Liminal is a Portland, Oregon based ensemble of artists collaborating on projects that utilize aspects of theatre and performance to investigate how groups assemble and interact. The ensemble has produced more than fourteen original works in a variety of formats and spaces that invite audiences to collaborate in the composition of a shared experience. I co-founded Liminal in 1997 and serve as the company’s primary director. To the right is an overview of several Liminal projects that I have directed.

Much of Liminal’s work has focused on operations that are theatrical, but not necessarily theatre. In the tradition of the avant-garde, our projects have sought to escape linear narrative structures and passive positions for audiences. Unlike the avant-garde tradition, we have tried to avoid excessive fragmentation or abstraction in order to re-trace our work’s connection to the various worlds that we, and our audiences, inhabit. The questions that drive our work are concerned with the quality of a live experience, the efficacy of a participant’s role, the articulation of their concerns and the composition of the narratives that help participants put things in order.

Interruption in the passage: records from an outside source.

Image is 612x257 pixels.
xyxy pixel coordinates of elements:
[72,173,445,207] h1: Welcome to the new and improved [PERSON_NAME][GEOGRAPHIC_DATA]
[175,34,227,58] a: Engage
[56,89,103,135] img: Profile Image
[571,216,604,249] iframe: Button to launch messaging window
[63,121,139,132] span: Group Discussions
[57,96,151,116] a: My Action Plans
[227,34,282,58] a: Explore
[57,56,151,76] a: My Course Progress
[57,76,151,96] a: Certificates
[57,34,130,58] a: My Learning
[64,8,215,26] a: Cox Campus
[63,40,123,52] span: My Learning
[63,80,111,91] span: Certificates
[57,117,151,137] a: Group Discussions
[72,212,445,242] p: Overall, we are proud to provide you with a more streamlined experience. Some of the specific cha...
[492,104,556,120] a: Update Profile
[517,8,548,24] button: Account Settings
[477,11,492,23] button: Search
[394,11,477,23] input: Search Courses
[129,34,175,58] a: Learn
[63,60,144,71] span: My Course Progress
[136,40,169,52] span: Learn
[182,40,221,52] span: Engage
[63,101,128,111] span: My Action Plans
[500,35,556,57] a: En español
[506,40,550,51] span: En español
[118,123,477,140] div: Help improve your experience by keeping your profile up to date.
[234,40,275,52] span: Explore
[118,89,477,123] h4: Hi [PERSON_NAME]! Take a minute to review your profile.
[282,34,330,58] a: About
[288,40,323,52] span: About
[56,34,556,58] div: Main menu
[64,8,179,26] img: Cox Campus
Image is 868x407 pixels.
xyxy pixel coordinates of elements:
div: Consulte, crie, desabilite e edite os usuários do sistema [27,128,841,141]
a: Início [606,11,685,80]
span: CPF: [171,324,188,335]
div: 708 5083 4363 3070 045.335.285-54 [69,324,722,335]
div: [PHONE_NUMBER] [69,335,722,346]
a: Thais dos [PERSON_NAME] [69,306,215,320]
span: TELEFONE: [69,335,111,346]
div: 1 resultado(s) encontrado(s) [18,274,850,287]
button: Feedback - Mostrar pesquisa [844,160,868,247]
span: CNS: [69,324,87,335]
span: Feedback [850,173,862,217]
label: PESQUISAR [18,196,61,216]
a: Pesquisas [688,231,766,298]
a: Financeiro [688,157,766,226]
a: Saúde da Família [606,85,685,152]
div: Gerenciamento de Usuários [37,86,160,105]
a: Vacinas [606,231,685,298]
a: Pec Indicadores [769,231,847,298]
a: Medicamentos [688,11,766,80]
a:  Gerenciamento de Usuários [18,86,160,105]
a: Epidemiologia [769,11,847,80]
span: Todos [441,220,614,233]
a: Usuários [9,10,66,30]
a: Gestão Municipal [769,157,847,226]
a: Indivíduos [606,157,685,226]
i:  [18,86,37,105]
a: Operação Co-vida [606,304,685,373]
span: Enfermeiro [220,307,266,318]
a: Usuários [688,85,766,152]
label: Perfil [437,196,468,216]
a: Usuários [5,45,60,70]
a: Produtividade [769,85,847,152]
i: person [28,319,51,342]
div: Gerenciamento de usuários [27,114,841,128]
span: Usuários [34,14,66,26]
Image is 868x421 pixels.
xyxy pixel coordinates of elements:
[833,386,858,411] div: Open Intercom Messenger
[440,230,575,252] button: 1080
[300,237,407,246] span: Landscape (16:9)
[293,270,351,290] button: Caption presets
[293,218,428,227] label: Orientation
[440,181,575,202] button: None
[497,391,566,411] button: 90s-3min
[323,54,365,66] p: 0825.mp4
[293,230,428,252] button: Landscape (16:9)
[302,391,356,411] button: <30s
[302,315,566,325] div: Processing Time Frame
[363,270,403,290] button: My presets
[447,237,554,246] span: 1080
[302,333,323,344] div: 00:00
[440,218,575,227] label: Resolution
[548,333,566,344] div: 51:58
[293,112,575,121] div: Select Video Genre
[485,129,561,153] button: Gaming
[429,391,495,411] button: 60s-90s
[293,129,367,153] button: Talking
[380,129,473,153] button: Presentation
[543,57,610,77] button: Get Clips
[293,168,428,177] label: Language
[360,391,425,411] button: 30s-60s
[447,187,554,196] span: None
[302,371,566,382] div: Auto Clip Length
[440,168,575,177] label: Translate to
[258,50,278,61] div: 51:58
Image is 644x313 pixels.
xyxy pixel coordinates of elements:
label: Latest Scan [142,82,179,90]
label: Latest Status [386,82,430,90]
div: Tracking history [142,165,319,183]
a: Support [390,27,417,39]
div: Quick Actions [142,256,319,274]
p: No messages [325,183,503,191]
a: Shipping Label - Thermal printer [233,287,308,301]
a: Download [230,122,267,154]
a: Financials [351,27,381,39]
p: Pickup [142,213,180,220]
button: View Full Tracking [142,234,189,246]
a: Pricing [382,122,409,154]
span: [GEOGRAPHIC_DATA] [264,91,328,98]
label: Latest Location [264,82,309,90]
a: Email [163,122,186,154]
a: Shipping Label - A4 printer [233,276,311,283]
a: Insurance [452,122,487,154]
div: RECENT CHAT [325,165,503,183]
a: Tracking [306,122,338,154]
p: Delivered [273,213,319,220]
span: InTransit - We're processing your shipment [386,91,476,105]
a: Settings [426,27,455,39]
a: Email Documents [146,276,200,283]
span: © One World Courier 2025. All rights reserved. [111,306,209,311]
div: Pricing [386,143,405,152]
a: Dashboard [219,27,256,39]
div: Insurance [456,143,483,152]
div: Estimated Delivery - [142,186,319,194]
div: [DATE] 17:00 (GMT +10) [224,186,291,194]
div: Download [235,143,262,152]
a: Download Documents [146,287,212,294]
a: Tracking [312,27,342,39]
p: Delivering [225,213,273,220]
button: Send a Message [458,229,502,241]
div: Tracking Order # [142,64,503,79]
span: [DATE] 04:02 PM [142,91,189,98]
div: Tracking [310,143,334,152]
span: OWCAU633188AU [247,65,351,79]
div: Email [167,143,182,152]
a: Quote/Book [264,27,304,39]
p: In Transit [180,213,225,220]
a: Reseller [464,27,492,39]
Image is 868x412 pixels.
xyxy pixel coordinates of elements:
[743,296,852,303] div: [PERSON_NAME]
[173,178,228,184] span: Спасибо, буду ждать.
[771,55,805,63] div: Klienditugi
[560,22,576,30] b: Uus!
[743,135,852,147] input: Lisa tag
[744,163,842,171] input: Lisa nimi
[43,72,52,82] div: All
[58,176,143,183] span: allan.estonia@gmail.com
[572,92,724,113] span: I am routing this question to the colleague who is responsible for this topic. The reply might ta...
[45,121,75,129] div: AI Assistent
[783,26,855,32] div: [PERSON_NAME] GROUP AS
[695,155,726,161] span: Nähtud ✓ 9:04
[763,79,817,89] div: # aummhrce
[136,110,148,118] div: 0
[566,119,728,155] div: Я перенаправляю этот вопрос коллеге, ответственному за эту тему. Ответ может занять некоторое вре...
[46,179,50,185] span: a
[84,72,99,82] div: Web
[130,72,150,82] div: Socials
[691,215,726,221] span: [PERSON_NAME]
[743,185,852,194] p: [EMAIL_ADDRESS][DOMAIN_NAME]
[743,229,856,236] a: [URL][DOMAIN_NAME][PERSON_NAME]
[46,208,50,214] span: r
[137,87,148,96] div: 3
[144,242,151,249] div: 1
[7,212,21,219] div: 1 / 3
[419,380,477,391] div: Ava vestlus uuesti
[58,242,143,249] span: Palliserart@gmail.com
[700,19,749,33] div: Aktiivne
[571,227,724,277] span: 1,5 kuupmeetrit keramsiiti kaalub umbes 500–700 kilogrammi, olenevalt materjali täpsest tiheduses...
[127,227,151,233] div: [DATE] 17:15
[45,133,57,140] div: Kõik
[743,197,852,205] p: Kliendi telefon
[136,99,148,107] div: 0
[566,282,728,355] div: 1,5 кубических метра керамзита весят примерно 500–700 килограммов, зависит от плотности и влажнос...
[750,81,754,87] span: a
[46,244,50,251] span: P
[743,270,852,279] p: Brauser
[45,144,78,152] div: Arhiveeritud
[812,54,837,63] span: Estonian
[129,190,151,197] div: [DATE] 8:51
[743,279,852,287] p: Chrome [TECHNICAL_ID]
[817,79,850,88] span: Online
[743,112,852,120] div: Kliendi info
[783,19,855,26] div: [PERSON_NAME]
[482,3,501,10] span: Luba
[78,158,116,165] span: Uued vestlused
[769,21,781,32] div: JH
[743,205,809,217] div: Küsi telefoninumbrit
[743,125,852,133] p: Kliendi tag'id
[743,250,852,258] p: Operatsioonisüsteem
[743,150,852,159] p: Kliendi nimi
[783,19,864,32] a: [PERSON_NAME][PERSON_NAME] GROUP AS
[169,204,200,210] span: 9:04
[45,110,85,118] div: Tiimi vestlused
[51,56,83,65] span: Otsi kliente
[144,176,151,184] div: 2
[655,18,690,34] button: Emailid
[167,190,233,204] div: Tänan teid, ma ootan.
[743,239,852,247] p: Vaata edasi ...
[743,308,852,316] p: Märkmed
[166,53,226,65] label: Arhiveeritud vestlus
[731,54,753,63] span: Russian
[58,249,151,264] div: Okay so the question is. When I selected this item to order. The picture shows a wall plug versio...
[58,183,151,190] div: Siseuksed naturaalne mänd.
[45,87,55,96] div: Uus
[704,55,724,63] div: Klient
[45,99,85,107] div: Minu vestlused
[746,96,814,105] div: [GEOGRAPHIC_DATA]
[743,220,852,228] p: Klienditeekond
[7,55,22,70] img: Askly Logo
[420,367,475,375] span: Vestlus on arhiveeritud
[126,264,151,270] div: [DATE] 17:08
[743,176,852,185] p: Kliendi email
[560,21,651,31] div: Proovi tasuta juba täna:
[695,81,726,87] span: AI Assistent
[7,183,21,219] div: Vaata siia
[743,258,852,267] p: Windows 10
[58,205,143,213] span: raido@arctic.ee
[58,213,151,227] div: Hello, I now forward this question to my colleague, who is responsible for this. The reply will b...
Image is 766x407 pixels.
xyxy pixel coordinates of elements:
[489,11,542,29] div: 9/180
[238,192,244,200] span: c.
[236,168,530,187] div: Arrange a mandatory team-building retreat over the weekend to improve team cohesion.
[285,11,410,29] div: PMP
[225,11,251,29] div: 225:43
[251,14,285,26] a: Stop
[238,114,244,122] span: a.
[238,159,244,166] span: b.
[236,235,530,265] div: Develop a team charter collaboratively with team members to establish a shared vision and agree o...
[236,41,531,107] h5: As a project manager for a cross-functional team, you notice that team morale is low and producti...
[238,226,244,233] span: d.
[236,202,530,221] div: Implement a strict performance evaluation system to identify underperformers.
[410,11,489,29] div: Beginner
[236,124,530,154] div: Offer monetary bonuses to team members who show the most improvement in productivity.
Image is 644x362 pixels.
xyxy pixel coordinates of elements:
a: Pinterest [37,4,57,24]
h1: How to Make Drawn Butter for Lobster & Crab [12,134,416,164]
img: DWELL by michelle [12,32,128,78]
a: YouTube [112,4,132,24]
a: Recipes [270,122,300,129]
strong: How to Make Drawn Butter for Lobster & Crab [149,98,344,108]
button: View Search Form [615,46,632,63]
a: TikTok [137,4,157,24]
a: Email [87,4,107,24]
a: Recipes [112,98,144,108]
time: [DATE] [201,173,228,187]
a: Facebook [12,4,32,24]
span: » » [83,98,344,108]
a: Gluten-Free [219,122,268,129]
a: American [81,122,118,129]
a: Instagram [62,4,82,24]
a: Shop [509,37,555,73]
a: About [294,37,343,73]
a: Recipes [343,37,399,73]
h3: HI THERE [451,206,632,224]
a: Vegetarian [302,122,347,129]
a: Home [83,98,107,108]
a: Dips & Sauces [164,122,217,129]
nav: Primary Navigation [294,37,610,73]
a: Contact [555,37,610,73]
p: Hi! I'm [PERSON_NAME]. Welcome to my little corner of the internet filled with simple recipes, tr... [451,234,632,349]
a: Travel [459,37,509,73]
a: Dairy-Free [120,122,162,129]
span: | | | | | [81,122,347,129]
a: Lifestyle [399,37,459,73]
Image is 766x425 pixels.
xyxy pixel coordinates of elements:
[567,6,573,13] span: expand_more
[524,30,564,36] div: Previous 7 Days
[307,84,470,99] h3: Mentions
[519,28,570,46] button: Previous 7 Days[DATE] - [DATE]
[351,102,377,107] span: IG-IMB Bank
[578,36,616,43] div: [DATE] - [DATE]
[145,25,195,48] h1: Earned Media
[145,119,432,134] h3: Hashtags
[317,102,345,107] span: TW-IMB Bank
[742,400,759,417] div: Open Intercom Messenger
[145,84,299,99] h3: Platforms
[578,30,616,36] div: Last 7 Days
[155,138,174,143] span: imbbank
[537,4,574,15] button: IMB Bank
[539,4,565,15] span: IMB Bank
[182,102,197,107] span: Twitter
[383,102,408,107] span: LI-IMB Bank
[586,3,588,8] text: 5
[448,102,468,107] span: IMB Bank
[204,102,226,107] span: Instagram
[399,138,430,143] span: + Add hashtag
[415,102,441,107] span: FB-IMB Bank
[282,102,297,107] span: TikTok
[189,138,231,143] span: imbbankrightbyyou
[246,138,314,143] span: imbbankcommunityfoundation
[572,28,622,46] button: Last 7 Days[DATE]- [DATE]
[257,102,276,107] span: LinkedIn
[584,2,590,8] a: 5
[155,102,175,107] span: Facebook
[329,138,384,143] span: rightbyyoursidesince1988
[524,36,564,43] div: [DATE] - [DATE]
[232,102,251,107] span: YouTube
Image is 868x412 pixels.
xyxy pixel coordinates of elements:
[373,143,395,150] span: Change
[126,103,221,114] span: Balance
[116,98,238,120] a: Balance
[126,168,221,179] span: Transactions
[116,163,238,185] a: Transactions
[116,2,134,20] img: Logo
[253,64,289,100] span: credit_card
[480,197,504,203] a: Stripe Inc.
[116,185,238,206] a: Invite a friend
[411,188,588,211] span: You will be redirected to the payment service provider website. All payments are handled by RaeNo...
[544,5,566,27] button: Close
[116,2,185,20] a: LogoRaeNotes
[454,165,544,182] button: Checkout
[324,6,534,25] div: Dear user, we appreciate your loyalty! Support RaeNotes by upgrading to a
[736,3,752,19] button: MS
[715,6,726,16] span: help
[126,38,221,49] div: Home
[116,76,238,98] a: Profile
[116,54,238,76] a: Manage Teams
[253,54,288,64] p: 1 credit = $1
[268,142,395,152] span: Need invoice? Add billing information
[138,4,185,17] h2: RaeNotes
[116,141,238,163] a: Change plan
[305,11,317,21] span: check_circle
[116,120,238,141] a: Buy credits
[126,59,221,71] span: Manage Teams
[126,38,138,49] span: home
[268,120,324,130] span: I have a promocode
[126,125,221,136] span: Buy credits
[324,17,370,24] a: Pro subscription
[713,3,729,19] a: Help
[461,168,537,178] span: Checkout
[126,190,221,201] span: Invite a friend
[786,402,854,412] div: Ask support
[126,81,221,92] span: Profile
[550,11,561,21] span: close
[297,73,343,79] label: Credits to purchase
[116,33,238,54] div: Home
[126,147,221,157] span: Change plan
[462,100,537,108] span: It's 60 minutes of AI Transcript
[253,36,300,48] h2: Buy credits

We credit the group’s name to the anthropologist Victor Turner, who most prominently used the term “liminal” in his research on forms of social drama that function outside of theatre. The “social” is not made from a group’s stability, but rather, from instability and uncertainty located a sites of “drama” or controversy. The word “liminal” comes from the Latin, “limen” which means “at the threshold” or “the betwixt and between.” True to the term, a Liminal performance presents people, places and events that are in a state of change and collective composition.